API (Application Programming Interface)
About 5 min read
Last updated: 2026-04-28
What Is an API
An API (Application Programming Interface) is a set of rules that allows software applications to communicate and exchange data. Think of a restaurant: the customer (application) reads the menu (API specification), places an order, and the waiter (API) relays it to the kitchen (server) and brings back the dish (data).
Your weather app displays current conditions by fetching data through a weather service API. Modern web services combine dozens to hundreds of APIs behind the scenes.
Main Types of APIs
API Authentication and Authorization
Secure API usage requires both authentication (who is accessing) and authorization (what they can do).
- API Keys: The simplest method. A fixed string included in request headers. Easy but risky if leaked.
- OAuth 2.0: Enables third-party authentication like "Sign in with Google" without sharing passwords directly.
- JWT (JSON Web Token): Embeds authentication data in a token that can be verified without server-side sessions. Works well with stateless API designs.
Hardcoding API keys in source code or committing them to public repositories remains a common mistake. Use secret management tools and environment variables.
Rate Limiting and API Protection
Rate limiting caps the number of API requests accepted within a time window. Without it, attackers can overwhelm servers with DDoS attacks.
- Fixed Window: Limits requests per fixed time period (e.g., 100 per minute). Simple but allows bursts at window boundaries.
- Sliding Window: Continuously tracks requests over the last time period, eliminating boundary bursts.
- Token Bucket: Tokens replenish at a steady rate and are consumed per request. Allows short bursts while controlling long-term averages.
When rate limited, servers return HTTP 429 (Too Many Requests). API consumers should implement exponential backoff retry logic.
API Security in Practice
APIs are the backbone of modern web services and a primary target for attackers. The OWASP API Security Top 10 highlights broken authentication, object-level authorization flaws, and excessive data exposure.
- Input Validation: Validate all request parameters to prevent SQL injection and XSS.
- HTTPS Enforcement: Always encrypt API traffic with TLS. Sending API keys over plain HTTP exposes them to interception.
- Least Privilege: Grant API tokens only the minimum required permissions.
- Logging and Monitoring: Monitor API call patterns to detect anomalous access early.
Common Misconceptions
- APIs are only relevant to developers
- APIs power smartphone apps, IoT devices, payment systems, and more. Logging into social media, paying with digital wallets, and using ride-sharing apps all rely on APIs.
- Private APIs are automatically secure
- Internal APIs can be exploited if the network is compromised or through supply chain attacks. Zero-trust principles - authentication, authorization, and encryption for internal APIs - are essential.
- REST is outdated and being replaced by GraphQL
- GraphQL excels in specific use cases, but REST is not inferior in all scenarios. For simple CRUD operations and caching, REST is often more appropriate. Both coexist.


# [WHAT YOU WILL DO]
Could you return every record below without changing a word?

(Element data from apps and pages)
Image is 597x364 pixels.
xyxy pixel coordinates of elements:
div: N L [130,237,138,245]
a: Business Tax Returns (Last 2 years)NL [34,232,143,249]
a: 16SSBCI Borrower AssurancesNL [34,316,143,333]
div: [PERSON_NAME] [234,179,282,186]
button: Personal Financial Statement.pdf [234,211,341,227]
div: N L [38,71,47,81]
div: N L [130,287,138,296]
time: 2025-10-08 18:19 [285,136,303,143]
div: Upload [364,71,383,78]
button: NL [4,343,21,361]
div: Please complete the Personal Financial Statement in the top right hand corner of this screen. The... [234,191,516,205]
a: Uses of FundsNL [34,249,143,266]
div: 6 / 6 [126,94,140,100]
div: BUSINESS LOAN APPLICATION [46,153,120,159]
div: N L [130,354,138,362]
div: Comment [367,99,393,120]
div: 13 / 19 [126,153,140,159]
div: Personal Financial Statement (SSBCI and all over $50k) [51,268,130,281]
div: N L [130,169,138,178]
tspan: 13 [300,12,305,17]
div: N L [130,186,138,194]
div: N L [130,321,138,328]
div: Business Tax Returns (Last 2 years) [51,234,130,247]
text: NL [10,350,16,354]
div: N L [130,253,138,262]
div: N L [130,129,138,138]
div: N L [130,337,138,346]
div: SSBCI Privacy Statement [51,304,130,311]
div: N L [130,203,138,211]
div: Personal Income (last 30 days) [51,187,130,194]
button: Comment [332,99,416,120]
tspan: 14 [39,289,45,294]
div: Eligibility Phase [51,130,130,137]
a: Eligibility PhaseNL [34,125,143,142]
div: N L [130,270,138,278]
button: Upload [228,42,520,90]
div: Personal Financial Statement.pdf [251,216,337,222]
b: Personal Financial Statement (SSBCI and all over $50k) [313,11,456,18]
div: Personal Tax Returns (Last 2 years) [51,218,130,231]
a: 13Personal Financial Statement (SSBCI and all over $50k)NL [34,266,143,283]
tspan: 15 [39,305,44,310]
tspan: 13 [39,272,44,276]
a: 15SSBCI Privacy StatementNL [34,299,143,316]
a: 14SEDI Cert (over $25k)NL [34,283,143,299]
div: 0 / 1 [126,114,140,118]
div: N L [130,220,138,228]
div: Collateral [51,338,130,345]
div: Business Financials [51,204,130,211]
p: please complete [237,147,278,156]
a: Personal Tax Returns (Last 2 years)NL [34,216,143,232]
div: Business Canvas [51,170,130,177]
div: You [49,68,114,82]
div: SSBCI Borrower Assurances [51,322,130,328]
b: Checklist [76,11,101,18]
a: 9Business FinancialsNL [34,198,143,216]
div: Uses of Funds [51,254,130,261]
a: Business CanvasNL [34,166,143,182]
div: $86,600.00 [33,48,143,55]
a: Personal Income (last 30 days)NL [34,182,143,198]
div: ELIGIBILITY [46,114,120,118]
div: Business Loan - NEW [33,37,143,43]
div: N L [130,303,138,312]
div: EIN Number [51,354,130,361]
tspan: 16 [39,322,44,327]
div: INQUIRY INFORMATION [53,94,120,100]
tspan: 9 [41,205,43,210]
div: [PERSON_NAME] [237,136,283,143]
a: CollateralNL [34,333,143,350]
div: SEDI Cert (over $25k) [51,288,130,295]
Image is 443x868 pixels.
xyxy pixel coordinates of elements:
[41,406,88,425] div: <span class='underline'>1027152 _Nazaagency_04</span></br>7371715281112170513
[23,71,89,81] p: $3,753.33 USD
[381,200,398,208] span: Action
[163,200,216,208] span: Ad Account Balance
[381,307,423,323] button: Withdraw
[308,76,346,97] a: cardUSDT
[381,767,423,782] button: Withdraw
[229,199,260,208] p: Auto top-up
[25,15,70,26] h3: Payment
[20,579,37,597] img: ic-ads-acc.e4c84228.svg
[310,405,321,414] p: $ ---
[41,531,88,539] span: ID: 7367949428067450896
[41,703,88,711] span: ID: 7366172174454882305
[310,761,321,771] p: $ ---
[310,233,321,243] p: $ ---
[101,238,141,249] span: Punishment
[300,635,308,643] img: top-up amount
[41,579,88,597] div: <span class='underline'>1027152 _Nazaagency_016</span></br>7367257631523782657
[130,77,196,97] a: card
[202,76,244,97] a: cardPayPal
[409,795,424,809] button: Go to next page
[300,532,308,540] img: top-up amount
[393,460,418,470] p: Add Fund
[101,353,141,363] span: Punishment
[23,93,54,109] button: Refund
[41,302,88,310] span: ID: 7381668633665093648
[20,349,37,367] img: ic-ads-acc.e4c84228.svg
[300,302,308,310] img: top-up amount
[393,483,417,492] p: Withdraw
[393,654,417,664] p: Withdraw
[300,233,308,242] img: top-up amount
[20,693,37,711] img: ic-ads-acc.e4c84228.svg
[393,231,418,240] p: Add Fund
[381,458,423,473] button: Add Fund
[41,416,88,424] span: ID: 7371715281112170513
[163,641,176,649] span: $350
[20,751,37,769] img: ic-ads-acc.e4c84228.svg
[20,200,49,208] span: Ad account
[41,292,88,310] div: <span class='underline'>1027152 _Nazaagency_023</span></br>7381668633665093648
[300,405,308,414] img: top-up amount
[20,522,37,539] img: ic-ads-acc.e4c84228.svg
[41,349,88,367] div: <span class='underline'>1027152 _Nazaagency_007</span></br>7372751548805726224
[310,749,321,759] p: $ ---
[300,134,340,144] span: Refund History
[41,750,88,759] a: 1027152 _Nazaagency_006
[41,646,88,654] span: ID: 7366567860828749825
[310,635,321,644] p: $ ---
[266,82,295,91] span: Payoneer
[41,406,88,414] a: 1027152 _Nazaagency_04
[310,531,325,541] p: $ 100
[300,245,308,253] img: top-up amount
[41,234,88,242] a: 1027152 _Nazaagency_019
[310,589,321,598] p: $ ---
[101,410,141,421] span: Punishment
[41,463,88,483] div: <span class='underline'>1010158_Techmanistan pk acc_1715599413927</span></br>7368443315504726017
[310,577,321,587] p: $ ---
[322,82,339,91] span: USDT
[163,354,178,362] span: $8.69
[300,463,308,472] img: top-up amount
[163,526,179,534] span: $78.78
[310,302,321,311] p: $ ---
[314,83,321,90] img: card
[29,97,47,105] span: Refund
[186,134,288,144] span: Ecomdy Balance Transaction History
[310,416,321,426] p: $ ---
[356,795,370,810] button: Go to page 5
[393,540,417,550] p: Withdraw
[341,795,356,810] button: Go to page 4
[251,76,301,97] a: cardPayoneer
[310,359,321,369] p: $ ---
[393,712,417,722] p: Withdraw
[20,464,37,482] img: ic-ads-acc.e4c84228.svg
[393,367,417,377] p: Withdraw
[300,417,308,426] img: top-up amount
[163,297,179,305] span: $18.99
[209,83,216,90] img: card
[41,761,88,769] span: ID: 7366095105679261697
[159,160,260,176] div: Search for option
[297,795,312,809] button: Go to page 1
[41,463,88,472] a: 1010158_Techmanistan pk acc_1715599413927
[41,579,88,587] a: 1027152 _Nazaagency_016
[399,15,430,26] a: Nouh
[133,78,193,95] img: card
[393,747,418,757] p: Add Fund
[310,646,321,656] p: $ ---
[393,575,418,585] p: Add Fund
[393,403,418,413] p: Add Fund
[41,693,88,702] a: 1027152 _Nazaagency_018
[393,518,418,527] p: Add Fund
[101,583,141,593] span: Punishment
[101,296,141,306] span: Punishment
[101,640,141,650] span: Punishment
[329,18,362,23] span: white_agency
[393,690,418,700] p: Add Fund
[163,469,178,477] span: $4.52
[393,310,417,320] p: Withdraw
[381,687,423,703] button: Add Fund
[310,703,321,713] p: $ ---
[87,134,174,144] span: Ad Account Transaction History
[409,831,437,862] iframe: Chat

# [PROBLEM SOLUTION]
Image is 597x364 pixels.
xyxy pixel coordinates of elements:
div: N L [130,237,138,245]
a: Business Tax Returns (Last 2 years)NL [34,232,143,249]
a: 16SSBCI Borrower AssurancesNL [34,316,143,333]
div: [PERSON_NAME] [234,179,282,186]
button: Personal Financial Statement.pdf [234,211,341,227]
div: N L [38,71,47,81]
div: N L [130,287,138,296]
time: 2025-10-08 18:19 [285,136,303,143]
div: Upload [364,71,383,78]
button: NL [4,343,21,361]
div: Please complete the Personal Financial Statement in the top right hand corner of this screen. The... [234,191,516,205]
a: Uses of FundsNL [34,249,143,266]
div: 6 / 6 [126,94,140,100]
div: BUSINESS LOAN APPLICATION [46,153,120,159]
div: N L [130,354,138,362]
div: Comment [367,99,393,120]
div: 13 / 19 [126,153,140,159]
div: Personal Financial Statement (SSBCI and all over $50k) [51,268,130,281]
div: N L [130,169,138,178]
tspan: 13 [300,12,305,17]
div: N L [130,186,138,194]
div: N L [130,321,138,328]
div: Business Tax Returns (Last 2 years) [51,234,130,247]
text: NL [10,350,16,354]
div: N L [130,253,138,262]
div: N L [130,129,138,138]
div: N L [130,337,138,346]
div: SSBCI Privacy Statement [51,304,130,311]
div: N L [130,203,138,211]
div: Personal Income (last 30 days) [51,187,130,194]
button: Comment [332,99,416,120]
tspan: 14 [39,289,45,294]
div: Eligibility Phase [51,130,130,137]
a: Eligibility PhaseNL [34,125,143,142]
div: N L [130,270,138,278]
button: Upload [228,42,520,90]
div: Personal Financial Statement.pdf [251,216,337,222]
b: Personal Financial Statement (SSBCI and all over $50k) [313,11,456,18]
div: Personal Tax Returns (Last 2 years) [51,218,130,231]
a: 13Personal Financial Statement (SSBCI and all over $50k)NL [34,266,143,283]
tspan: 15 [39,305,44,310]
tspan: 13 [39,272,44,276]
a: 15SSBCI Privacy StatementNL [34,299,143,316]
a: 14SEDI Cert (over $25k)NL [34,283,143,299]
div: 0 / 1 [126,114,140,118]
div: N L [130,220,138,228]
div: Collateral [51,338,130,345]
div: Business Financials [51,204,130,211]
p: please complete [237,147,278,156]
a: Personal Tax Returns (Last 2 years)NL [34,216,143,232]
div: Business Canvas [51,170,130,177]
div: You [49,68,114,82]
div: SSBCI Borrower Assurances [51,322,130,328]
b: Checklist [76,11,101,18]
a: 9Business FinancialsNL [34,198,143,216]
div: Uses of Funds [51,254,130,261]
a: Business CanvasNL [34,166,143,182]
div: $86,600.00 [33,48,143,55]
a: Personal Income (last 30 days)NL [34,182,143,198]
div: ELIGIBILITY [46,114,120,118]
div: Business Loan - NEW [33,37,143,43]
div: N L [130,303,138,312]
div: EIN Number [51,354,130,361]
tspan: 16 [39,322,44,327]
div: INQUIRY INFORMATION [53,94,120,100]
tspan: 9 [41,205,43,210]
div: [PERSON_NAME] [237,136,283,143]
a: CollateralNL [34,333,143,350]
div: SEDI Cert (over $25k) [51,288,130,295]
Image is 443x868 pixels.
xyxy pixel coordinates of elements:
[41,406,88,425] div: <span class='underline'>1027152 _Nazaagency_04</span></br>7371715281112170513
[23,71,89,81] p: $3,753.33 USD
[381,200,398,208] span: Action
[163,200,216,208] span: Ad Account Balance
[381,307,423,323] button: Withdraw
[308,76,346,97] a: cardUSDT
[381,767,423,782] button: Withdraw
[229,199,260,208] p: Auto top-up
[25,15,70,26] h3: Payment
[20,579,37,597] img: ic-ads-acc.e4c84228.svg
[310,405,321,414] p: $ ---
[41,531,88,539] span: ID: 7367949428067450896
[41,703,88,711] span: ID: 7366172174454882305
[310,761,321,771] p: $ ---
[310,233,321,243] p: $ ---
[101,238,141,249] span: Punishment
[300,635,308,643] img: top-up amount
[41,579,88,597] div: <span class='underline'>1027152 _Nazaagency_016</span></br>7367257631523782657
[130,77,196,97] a: card
[202,76,244,97] a: cardPayPal
[409,795,424,809] button: Go to next page
[300,532,308,540] img: top-up amount
[393,460,418,470] p: Add Fund
[101,353,141,363] span: Punishment
[23,93,54,109] button: Refund
[41,302,88,310] span: ID: 7381668633665093648
[20,349,37,367] img: ic-ads-acc.e4c84228.svg
[300,302,308,310] img: top-up amount
[393,483,417,492] p: Withdraw
[393,654,417,664] p: Withdraw
[300,233,308,242] img: top-up amount
[20,693,37,711] img: ic-ads-acc.e4c84228.svg
[393,231,418,240] p: Add Fund
[381,458,423,473] button: Add Fund
[41,416,88,424] span: ID: 7371715281112170513
[163,641,176,649] span: $350
[20,751,37,769] img: ic-ads-acc.e4c84228.svg
[20,200,49,208] span: Ad account
[41,292,88,310] div: <span class='underline'>1027152 _Nazaagency_023</span></br>7381668633665093648
[300,405,308,414] img: top-up amount
[20,522,37,539] img: ic-ads-acc.e4c84228.svg
[41,349,88,367] div: <span class='underline'>1027152 _Nazaagency_007</span></br>7372751548805726224
[310,749,321,759] p: $ ---
[300,134,340,144] span: Refund History
[41,750,88,759] a: 1027152 _Nazaagency_006
[41,646,88,654] span: ID: 7366567860828749825
[310,635,321,644] p: $ ---
[266,82,295,91] span: Payoneer
[41,406,88,414] a: 1027152 _Nazaagency_04
[310,531,325,541] p: $ 100
[300,245,308,253] img: top-up amount
[41,234,88,242] a: 1027152 _Nazaagency_019
[310,589,321,598] p: $ ---
[101,410,141,421] span: Punishment
[41,463,88,483] div: <span class='underline'>1010158_Techmanistan pk acc_1715599413927</span></br>7368443315504726017
[310,577,321,587] p: $ ---
[322,82,339,91] span: USDT
[163,354,178,362] span: $8.69
[300,463,308,472] img: top-up amount
[163,526,179,534] span: $78.78
[310,302,321,311] p: $ ---
[314,83,321,90] img: card
[29,97,47,105] span: Refund
[186,134,288,144] span: Ecomdy Balance Transaction History
[310,416,321,426] p: $ ---
[356,795,370,810] button: Go to page 5
[393,540,417,550] p: Withdraw
[341,795,356,810] button: Go to page 4
[251,76,301,97] a: cardPayoneer
[310,359,321,369] p: $ ---
[393,712,417,722] p: Withdraw
[20,464,37,482] img: ic-ads-acc.e4c84228.svg
[393,367,417,377] p: Withdraw
[300,417,308,426] img: top-up amount
[163,297,179,305] span: $18.99
[209,83,216,90] img: card
[41,761,88,769] span: ID: 7366095105679261697
[159,160,260,176] div: Search for option
[297,795,312,809] button: Go to page 1
[41,463,88,472] a: 1010158_Techmanistan pk acc_1715599413927
[41,579,88,587] a: 1027152 _Nazaagency_016
[399,15,430,26] a: Nouh
[133,78,193,95] img: card
[393,747,418,757] p: Add Fund
[310,646,321,656] p: $ ---
[393,575,418,585] p: Add Fund
[393,403,418,413] p: Add Fund
[41,693,88,702] a: 1027152 _Nazaagency_018
[393,518,418,527] p: Add Fund
[101,583,141,593] span: Punishment
[101,296,141,306] span: Punishment
[101,640,141,650] span: Punishment
[329,18,362,23] span: white_agency
[393,690,418,700] p: Add Fund
[163,469,178,477] span: $4.52
[393,310,417,320] p: Withdraw
[381,687,423,703] button: Add Fund
[310,703,321,713] p: $ ---
[87,134,174,144] span: Ad Account Transaction History
[409,831,437,862] iframe: Chat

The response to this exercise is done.